I grinned. “Ain’t like you didn’t come willingly. You’ve only known me my entire life.”
My entire life.
Rook was born just over five months before me in September, on the proper side of the fall equinox. There wasn’t a day I breathed that he didn’t breathe with me. In spite of the chaos, knowing that brought some comfort.
“After school tomorrow, I can’t stay with you,” he said.
“You’re needed at home with your mama and Raven. I understand.”
His jaw contracted while he checked his rifle. I fought back the urge to warn him. Gramps didn’t die of brain fever or cancer. He had been cleaning his rifle, and the rifle cleaned off his head. The bang from the bullet had reverberated to where I was playing outside with Papa’s shepherd dog, Elsinore. As had Mamie’s screams. It was months before they stopped picking bone and broken teeth from the walls.
“I ain’t needed at home,” Rook said. “Pops has me on watch.”
“What?” I crossed my arms. “You ain’t goin’ out there like bait.”
The idea of Rook standing patrol, even with a rifle, made my gut tremble as if I’d eaten bad berries and swallowed mustard tea to make the bad come back up.
“I’m doin’ this, Ivy.” He replaced his rifle on his shoulder. “I’ll be sheriff someday, but nobody thinks I can do it. Even my pops says I got no mettle. What kind of guy knows more about plants than how to disarm someone?”
“One who’ll help his people through a bad winter,” I said.
“One who can’t stop a murderer.”
I gave a snort. “Your daddy ain’t stopped Birch either. Papa said Dale Crenshaw’s wine came up clean. So we still got a murderer runnin’ ’round.”
Rook scowled.

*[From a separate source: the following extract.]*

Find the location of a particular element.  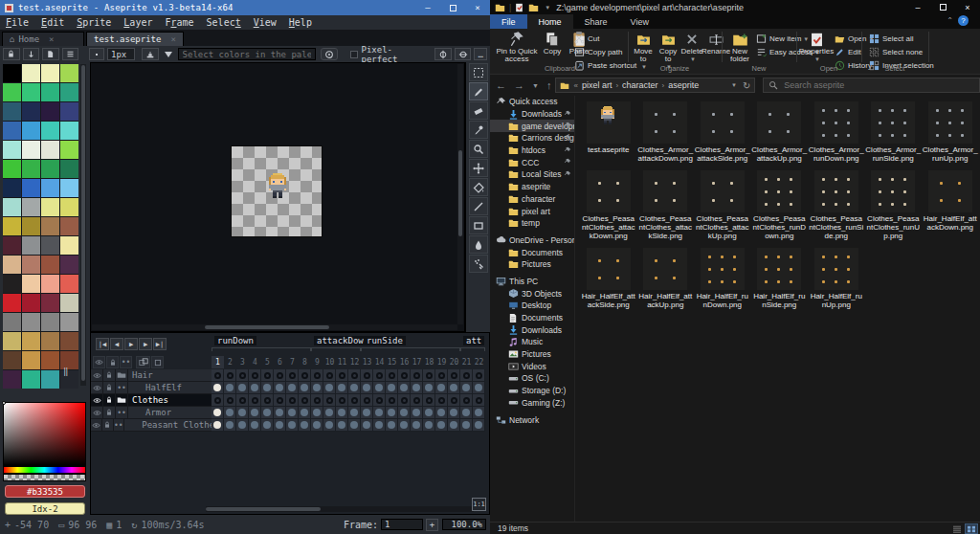

frame-number-19: 19 is located at coordinates (442, 362).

I’d pushed too far. He didn’t have to prove himself. Not to me.
His nostrils flared with frustratio
n. “We got people comin’ to our house asking when the Glen will be safe. Birch Markle is a curse on my family. When Grandpa Jackdaw died, he begged Pops to find that bastard. I don’t want Pops beggin’ the same of me.”
He took a few steps and gave a bitter laugh while I held still behind him. “I’m awful at hunting. The sight of blood makes me yellow-bellied. But if Birch comes for you, I’ll drop that monster dead.”
I joined Rook’s side and maneuvered my arm around his. How I wished we were on a simple walk in spring. Nothing was so simple. I was tied up in unraveling the strings my cousin had loomed. She’d walked along those threads, hoping not to fall between the gaps. She fell, and the strings were left behind. It was my fault I’d gotten tangled in them.
Ahead, I recognized the fabric remnants forming a tent among the trees. So many colors, like woven rainbows. Sunlight pierced the seams to catch on the dangling prisms of quartz and spoons.
We weren’t the only ones there.
Milo was perched on a rock with his head bowed and hand against his forehead while Emmie fingered a gauzy scarf draped over a branch. My eyes darted around the dreamlike place, and I realized now—in daylight instead of the drunken light of Star’s and Elm’s lanterns—these weren’t Birch Markle’s totems. Everything spoke of Heather, discarded velvet pillows hidden under ferns, bottles made into charms only she’d use as a decoration. On a tree trunk, the bark peeled to reveal cuttings of initials. H + M.
I should’ve known before . . . but she’d denied it. She’d lied to my face. To protect Milo.
“What are you doing here?” Rook asked.
“Just saying goodbye. Since we weren’t welcome at the funeral, we came here.” Milo’s sister gave a bitter smile. “It’s a Glen rule, ain’t it? Bury the dead after three days, or at least three days after a body’s found?”
I narrowed my eyes. Glen kind didn’t talk about our ways with outsiders, not the intimate traditions. We might sell our goods, help out with a secret charm bag or two for a price, but we didn’t share our lore.
“How do you so much about Glen folk?” I asked.